Why cancer/bone marrow transplant patients need it:
Prevent Transfusion-Associated Graft vs Host Disease (TA-GvHD)—a rare but often deadly reaction where donor WBCs attack the patient.
How irradiation is done:
The blood bag is placed inside an irradiator machine (gamma, X-ray, or linear accelerator).
The machine exposes the blood to a specific dose—usually 25–50 Gray.
This inactivates donor lymphocytes but keeps the blood usable.
C. Apheresis: Collecting Only What the Patient Needs
What it means:
Instead of collecting whole blood and separating components later, a donor is connected to an apheresis machine.
The machine:
Takes blood
Separates the needed part (platelets, plasma, granulocytes)
Returns the rest back to the donor
Why cancer patients benefit:
Fewer donor exposures
Higher-quality platelets
Custom quantity for each patient
Safer for transplant cases
Apheresis platelets are the gold standard for leukemia and post-transplant care.
D. Washed Red Cells / Washed Platelets
What it does:
Removes donor plasma proteins that cause allergic reactions.
How washing is done:
The blood unit is connected to a centrifuge system that:
Spins it
Removes plasma
Adds saline
Repeats the process
Used for patients with:
Severe allergic reactions
IgA deficiency
Prior anaphylaxis
6. Special Requirements for Bone Marrow Transplant (BMT) Patients
Before transplant, patients undergo conditioning therapy—very high-dose chemotherapy or radiation that wipes out their bone marrow.
During this phase, they need:
Irradiated PRBCs
Irradiated platelets
Leukoreduced components
Often apheresis platelets
Sometimes HLA-matched platelets
After transplant, they remain dependent on transfusions until the graft starts producing new cells.
Blood is not just supportive—it is survival itself during this period.

7. Can Cancer Patients Receive Normal Blood Without Modification?
They can, but Not recommended.
Unmodified blood increases risks of:
Fever
Inflammation
Viral transmission
Alloimmunization
Delayed chemo cycles
TA-GvHD
Infections
Modified blood is not a luxury—it is the standard of safe care.
8. Why Understanding This Helps Patients and Families Cope Better
When families understand why transfusions are needed and how blood is made safer, their anxiety drops.
A calm mind follows predictable explanations.
When fear reduces, treatment acceptance improves.
This is psychology, not medicine.
Understanding gives strength.
9. The Hidden Workforce Behind Cancer Care
One cancer patient may require:
10–20 donors per month during chemotherapy
Over 40 donors per month if undergoing a transplant
Behind every cancer survivor is an entire unseen team:
Voluntary donors
Apheresis specialists
Transfusion medicine doctors
Technicians
Counselors
Nurses
Lab scientists
Cancer care and blood banks are two halves of the same system.
10. Actionable Takeaways for Patients, Families & Readers
✔ Ask your doctor if you need modified components
Especially irradiated or leukoreduced units.
✔ Inform blood bank early if a transplant is scheduled
They need preparation time.
✔ Encourage regular voluntary platelet donation
Platelets expire in 5 days—this is a constant need.
✔ Understand that count drops are expected
Don’t panic.
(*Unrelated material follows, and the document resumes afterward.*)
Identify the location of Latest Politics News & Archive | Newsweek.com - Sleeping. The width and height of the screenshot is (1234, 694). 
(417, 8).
They can be managed with timely transfusion.
✔ Share this knowledge
More awareness = more donors = more cancer patients supported.
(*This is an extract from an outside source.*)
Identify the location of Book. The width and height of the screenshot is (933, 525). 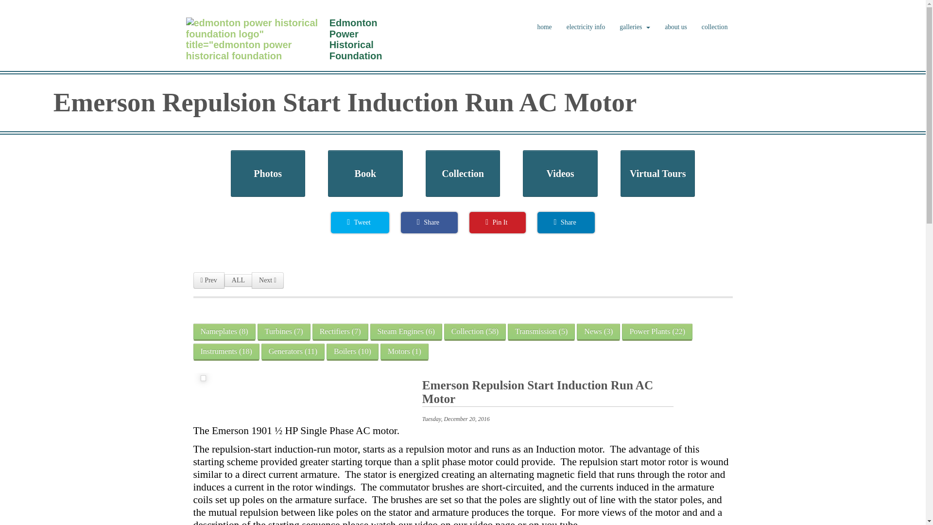
(365, 173).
If this guide helped you understand the science behind blood transfusion in cancer, please:
1. Share this article with caregivers or medical students.
This knowledge empowers people.
2. Encourage someone to donate blood or platelets this month.
One donor can support multiple cancer patients.
3. Visit www.thirdthinker.com for more simple, clear, life-improving insights.
This journey of learning and helping others continues here.